Tripod stone mortar resting upside-down in space 5.8, with, between two of its legs, the mortar (© Sissi Project)

 

Opium-poppy rhyton from space 5.13 (© Sissi Project)

 

The architecture of Building E is remarkable in the way the builders ingeniously adapted the edifice to the natural configuration of the hill. It was constructed in distinct terraces following the bedrock slope which itself was used as floor in several of the rooms (spaces 5.4, 5.6, 5.7, 5.8 and 5.9), though in some cases it was cut in order to offer a flat regular surface (space 5.13). In space 5.2, the bedrock was especially cut in order to serve as a support for a large rubble wall and, east of spaces 5.7 and 5.8, a foundation trench for a wall which also grazed the bedrock is still visible. The preliminary study of the architectural remains suggests that most walls of Building E belong to a single architectural program. Exceptions concern some subdivisions of rooms which happened at a later stage during the history of the building (e.g. the wall separating spaces 5.2 and 5.3, once a single architectural space) and the reduction in width of several accesses (between spaces 5.2 and 5.3 and 5.2 and 5.6). The successive floor levels in several of the rooms (5.2 and 5.8, but no doubt more testing would produce more examples) illustrate the long occupation of the building which was destroyed by a violent fire destruction most probably early during the LM IIIB period (preliminary date). It is very likely that the inhabitants left the building in a hurry, as the discovery of a large lead vessel hidden under the pebble floor in the south-west corner of space 5.8 and the metal tools suggest.

Lead vase hidden under the floor level in room 5.8 (© Sissi project)

At several spots beneath Building E tests revealed the presence of earlier occupation of the hill. These go back to the EM II period as far as isolated ceramic fragments are concerned, but an EM III/MM I deposit was found in close connection with a red earthen floor in the open area north of Building E, cut by the southern façade of Building CD. In fact, the early remains of occupation mainly come from the northern open area.

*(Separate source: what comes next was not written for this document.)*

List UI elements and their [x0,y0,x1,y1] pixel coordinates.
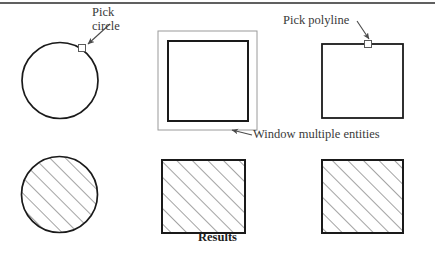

In addition to these EM III/MM I sherds associated with architectural remains, several MM II deposits were found, indicating the presence early onwards of an open area, but also of substantial architectural remains.

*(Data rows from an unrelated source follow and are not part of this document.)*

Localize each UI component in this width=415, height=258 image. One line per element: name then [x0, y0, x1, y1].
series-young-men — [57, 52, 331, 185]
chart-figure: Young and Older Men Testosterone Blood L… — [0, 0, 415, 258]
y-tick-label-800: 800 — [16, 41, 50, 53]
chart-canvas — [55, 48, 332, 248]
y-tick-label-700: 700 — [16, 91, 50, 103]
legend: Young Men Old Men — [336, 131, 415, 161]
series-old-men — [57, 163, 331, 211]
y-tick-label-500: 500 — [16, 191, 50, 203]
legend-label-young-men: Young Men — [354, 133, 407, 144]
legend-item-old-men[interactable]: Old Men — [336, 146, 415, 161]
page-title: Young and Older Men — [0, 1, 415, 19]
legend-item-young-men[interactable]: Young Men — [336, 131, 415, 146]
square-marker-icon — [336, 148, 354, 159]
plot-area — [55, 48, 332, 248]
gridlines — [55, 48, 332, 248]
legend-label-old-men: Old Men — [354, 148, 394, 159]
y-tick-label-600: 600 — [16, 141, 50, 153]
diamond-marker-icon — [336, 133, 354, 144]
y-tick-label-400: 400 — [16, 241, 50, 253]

Indeed, immediately north of space 5.13, the remains of two MM II rooms were discovered, which had been partly demolished by the construction of Building E. The floor of the easternmost space, 5.18, was covered with a white plaster which originally also covered the rubble walls. Several cups were found fallen on the floor, together with a large fragment of a stone lid. The westernmost room, 5.19, was shaped to the north by the cutting of the bedrock, with also formed its floor. Floor and walls were covered with a red and blue painted plaster. Several vases were found in the destruction layer here, partly interfered with to the south by the construction of the north wall of space 5.13, and to the west by the construction of the main terrace wall bordering the open area to the west. Interestingly, it appears that the floor of space 5.13 on which were found the remains of the early LM IIIB fire destruction initially belonged to the MM II space 5.19.

View of MM II plastered space 5.18 (© Sissi Project)

The building program of the Late Bronze Age period, disturbing the MM II remains, was very likely set in motion already in the Neopalatial period, as suggested by the connection between the walls of Building E with the main western terrace wall. Indeed, this wall itself covers a LM I cups deposit, providing for a construction date somewhere after the MM II destruction of spaces 5.18 and 5.19 and the Neopalatial deposit.